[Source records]
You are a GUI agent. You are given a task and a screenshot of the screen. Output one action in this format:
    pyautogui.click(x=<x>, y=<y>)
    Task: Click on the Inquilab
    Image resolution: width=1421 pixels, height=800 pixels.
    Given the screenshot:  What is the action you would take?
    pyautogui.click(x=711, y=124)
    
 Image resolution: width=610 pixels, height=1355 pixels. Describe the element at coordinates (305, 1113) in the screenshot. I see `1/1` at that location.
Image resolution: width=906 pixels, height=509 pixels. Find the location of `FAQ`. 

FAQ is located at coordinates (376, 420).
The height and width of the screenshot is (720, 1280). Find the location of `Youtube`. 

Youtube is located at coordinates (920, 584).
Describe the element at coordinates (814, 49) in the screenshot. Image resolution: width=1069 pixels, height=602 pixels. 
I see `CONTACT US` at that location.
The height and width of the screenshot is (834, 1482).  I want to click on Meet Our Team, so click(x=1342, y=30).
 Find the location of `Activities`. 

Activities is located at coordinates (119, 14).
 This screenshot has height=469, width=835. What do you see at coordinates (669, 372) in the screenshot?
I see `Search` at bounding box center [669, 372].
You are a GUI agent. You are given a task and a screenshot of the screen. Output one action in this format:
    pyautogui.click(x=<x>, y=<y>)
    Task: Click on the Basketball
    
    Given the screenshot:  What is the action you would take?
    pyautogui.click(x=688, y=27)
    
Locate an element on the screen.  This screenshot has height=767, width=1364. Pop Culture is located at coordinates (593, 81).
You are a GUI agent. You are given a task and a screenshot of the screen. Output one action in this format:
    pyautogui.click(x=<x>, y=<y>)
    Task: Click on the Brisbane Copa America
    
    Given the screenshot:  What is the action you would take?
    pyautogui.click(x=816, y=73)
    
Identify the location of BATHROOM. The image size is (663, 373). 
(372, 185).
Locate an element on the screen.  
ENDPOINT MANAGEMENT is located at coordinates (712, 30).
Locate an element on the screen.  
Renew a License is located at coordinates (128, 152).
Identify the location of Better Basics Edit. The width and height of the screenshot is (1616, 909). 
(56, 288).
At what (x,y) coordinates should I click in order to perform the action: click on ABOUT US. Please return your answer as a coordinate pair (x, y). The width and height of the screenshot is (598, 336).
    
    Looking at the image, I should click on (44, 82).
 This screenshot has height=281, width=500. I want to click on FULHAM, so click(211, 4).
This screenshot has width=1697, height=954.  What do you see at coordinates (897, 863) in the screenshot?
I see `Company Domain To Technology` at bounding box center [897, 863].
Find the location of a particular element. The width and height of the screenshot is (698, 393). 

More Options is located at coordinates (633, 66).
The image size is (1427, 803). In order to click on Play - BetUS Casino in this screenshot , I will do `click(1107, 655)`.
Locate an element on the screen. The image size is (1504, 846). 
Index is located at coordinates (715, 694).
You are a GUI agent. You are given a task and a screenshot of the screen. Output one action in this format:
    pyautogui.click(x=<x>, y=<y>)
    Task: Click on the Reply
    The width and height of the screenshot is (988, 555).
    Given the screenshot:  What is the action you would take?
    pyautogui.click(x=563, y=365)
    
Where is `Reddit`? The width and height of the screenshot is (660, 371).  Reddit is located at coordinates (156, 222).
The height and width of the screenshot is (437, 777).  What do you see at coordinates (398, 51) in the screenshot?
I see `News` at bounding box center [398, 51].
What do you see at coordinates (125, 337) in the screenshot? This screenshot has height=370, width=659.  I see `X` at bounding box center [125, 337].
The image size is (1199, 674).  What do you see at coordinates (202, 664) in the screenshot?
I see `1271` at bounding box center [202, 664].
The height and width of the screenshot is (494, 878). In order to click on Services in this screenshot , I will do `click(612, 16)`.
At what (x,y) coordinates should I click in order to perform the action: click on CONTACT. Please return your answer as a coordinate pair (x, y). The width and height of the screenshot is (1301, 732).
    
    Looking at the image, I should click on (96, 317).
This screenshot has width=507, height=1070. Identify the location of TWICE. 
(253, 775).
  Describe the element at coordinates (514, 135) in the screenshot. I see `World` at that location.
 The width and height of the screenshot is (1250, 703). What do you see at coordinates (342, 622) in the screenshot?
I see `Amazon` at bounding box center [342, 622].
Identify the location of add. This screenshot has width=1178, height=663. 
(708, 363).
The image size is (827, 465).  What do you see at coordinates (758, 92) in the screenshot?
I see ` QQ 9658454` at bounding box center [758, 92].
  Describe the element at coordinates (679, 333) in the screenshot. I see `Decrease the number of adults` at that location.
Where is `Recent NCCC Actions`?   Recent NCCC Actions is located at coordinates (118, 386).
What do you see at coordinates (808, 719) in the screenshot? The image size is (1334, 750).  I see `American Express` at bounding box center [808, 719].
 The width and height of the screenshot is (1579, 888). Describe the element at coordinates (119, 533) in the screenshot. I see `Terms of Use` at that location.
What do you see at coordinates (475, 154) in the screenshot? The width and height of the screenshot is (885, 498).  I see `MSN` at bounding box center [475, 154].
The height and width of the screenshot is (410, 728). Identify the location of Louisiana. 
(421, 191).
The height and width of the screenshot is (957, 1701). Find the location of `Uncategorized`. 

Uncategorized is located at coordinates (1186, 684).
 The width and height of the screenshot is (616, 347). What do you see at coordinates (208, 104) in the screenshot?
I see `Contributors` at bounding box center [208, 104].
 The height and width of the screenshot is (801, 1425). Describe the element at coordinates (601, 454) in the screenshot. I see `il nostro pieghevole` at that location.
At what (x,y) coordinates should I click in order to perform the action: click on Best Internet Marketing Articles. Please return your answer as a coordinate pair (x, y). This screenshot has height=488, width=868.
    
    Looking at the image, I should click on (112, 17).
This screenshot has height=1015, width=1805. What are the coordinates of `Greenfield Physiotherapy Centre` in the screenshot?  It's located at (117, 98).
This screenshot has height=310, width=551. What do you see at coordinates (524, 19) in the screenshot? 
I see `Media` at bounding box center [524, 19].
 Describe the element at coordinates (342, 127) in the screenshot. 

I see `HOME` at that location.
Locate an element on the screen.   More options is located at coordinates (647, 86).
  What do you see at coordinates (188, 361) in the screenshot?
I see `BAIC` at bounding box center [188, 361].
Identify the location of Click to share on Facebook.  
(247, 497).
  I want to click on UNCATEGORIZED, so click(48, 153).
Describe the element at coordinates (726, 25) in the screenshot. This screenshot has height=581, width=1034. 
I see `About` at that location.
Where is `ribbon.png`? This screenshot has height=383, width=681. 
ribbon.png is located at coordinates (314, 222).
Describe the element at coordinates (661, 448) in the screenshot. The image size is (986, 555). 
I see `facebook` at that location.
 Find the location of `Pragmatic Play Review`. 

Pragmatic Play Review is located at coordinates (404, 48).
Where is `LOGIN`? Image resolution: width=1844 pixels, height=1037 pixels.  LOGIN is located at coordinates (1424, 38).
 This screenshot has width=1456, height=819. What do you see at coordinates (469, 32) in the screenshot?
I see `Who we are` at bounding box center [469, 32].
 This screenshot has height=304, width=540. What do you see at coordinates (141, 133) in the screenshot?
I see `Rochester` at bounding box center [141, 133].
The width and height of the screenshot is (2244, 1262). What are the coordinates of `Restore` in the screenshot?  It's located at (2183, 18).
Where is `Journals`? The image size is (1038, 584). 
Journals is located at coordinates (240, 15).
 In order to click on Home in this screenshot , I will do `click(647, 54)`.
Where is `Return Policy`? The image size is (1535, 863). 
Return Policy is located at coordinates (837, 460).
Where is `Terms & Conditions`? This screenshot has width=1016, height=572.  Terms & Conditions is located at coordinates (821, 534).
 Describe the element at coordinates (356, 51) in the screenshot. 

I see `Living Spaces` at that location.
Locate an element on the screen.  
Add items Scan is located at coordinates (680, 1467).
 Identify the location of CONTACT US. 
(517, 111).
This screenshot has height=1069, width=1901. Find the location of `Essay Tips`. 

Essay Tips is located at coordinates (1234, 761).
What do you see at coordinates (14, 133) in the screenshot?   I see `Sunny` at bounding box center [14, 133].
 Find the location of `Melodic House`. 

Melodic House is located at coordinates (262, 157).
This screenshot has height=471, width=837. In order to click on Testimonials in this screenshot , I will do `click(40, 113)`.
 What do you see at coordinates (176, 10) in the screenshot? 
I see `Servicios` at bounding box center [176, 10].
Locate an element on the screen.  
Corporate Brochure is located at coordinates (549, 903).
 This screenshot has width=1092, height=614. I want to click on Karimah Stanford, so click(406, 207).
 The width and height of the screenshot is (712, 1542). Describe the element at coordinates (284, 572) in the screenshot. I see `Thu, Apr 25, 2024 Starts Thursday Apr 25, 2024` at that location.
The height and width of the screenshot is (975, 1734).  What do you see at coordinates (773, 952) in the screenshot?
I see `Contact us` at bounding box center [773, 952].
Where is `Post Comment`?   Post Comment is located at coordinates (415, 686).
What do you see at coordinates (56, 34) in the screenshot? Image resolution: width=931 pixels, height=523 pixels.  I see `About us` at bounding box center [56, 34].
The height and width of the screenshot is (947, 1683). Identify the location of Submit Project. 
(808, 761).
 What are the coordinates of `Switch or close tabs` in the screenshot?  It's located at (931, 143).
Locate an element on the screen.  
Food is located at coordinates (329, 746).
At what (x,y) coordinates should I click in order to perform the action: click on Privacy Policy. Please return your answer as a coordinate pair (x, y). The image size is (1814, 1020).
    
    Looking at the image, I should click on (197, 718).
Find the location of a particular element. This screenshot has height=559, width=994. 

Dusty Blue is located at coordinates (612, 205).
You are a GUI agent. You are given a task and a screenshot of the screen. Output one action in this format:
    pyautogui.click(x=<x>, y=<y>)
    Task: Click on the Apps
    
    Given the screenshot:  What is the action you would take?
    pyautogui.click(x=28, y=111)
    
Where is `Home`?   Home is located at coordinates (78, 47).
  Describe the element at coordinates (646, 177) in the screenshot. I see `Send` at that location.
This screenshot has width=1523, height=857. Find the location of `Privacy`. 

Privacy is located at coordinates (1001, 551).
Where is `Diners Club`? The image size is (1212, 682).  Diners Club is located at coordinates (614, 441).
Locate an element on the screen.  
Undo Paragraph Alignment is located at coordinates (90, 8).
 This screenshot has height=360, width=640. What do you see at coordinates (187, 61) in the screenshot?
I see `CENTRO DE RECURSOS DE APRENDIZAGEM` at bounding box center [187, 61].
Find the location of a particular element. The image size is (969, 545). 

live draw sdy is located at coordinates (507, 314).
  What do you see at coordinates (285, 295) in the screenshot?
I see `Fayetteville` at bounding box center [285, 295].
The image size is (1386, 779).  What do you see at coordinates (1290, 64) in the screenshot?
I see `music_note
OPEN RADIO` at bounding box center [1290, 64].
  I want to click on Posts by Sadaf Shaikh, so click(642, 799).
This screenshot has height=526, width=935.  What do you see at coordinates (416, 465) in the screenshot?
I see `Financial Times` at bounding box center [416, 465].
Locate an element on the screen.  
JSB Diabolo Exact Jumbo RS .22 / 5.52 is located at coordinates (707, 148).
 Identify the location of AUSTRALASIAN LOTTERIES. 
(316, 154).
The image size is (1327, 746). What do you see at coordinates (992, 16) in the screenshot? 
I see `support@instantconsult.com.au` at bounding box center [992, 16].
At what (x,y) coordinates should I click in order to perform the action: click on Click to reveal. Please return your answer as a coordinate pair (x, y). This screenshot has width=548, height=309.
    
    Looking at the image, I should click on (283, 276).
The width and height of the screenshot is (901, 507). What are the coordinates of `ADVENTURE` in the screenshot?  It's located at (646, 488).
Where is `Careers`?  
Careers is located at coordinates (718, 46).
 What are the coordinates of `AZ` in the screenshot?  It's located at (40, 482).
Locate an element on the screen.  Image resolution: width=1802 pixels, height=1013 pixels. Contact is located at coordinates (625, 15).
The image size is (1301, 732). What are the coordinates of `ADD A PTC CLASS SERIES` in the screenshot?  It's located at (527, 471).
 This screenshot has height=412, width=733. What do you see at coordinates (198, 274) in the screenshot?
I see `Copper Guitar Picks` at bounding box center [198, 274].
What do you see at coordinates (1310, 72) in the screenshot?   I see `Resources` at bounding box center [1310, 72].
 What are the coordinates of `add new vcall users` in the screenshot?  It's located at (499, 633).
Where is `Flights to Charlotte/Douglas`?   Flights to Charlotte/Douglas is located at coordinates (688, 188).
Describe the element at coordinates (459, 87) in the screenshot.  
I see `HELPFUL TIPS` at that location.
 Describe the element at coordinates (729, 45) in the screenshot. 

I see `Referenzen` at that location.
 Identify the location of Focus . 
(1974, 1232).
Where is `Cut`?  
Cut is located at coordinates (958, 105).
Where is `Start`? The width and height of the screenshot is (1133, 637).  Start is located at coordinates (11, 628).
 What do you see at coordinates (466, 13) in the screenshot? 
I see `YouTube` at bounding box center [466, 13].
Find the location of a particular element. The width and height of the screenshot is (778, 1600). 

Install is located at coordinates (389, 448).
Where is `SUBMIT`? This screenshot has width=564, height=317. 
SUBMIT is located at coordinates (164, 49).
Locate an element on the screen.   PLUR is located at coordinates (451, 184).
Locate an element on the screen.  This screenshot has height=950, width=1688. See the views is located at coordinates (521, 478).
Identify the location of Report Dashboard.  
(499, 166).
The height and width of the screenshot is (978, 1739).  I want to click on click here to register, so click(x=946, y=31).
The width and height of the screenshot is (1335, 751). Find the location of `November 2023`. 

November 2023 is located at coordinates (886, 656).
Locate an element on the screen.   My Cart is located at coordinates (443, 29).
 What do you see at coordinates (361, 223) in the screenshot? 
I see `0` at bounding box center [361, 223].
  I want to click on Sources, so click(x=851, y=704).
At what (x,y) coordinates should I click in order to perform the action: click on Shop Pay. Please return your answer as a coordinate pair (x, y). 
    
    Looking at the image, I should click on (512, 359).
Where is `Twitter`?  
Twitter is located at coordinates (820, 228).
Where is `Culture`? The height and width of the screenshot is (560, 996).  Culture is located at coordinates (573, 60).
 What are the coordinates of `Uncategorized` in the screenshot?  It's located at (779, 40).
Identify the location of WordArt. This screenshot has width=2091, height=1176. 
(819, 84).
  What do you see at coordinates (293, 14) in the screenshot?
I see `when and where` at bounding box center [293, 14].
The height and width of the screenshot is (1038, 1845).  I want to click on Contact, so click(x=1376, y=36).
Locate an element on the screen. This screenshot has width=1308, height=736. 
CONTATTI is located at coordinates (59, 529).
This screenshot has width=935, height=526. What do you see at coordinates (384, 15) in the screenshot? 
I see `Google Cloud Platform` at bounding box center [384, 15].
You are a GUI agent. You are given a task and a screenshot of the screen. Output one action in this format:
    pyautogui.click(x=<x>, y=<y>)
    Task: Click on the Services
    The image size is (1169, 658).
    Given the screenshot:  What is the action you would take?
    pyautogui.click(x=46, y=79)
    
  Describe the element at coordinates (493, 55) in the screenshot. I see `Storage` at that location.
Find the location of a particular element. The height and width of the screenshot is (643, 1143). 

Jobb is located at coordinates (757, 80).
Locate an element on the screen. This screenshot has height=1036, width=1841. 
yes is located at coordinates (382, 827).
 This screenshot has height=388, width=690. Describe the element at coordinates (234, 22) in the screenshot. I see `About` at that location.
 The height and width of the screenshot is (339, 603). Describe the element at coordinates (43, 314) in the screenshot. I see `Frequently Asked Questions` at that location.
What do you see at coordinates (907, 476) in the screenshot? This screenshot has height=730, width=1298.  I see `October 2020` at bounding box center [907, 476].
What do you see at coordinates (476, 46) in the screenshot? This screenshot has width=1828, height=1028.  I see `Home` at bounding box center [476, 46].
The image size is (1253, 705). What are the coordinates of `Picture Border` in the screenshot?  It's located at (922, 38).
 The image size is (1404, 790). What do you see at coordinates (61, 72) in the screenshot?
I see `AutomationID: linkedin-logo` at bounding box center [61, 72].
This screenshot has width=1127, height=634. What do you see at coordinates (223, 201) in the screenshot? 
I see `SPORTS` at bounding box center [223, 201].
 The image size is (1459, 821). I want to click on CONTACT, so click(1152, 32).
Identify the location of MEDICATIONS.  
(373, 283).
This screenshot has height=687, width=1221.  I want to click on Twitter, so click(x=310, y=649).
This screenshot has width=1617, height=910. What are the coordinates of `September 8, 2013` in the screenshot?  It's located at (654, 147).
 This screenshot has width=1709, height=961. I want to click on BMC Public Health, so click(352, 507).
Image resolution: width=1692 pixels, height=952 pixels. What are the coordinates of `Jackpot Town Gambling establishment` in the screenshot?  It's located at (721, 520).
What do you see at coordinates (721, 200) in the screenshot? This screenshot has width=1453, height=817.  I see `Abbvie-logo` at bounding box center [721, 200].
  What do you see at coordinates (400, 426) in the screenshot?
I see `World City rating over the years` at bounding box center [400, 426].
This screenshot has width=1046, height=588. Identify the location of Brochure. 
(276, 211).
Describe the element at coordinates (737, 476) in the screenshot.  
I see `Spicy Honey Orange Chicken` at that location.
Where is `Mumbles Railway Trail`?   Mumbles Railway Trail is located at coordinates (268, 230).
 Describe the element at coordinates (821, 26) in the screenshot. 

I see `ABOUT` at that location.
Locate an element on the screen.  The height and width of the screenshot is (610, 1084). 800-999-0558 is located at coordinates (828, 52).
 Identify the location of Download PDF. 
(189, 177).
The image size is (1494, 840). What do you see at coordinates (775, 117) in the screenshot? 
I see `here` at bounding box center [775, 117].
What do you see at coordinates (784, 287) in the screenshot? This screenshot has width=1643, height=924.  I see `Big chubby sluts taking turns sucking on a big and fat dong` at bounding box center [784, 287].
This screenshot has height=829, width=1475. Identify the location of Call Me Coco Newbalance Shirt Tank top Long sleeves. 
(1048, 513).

Brief =
Look through the records above and please copy every line in which the string "Services" occurs.

Response area =
The height and width of the screenshot is (494, 878). In order to click on Services in this screenshot , I will do `click(612, 16)`.
    Task: Click on the Services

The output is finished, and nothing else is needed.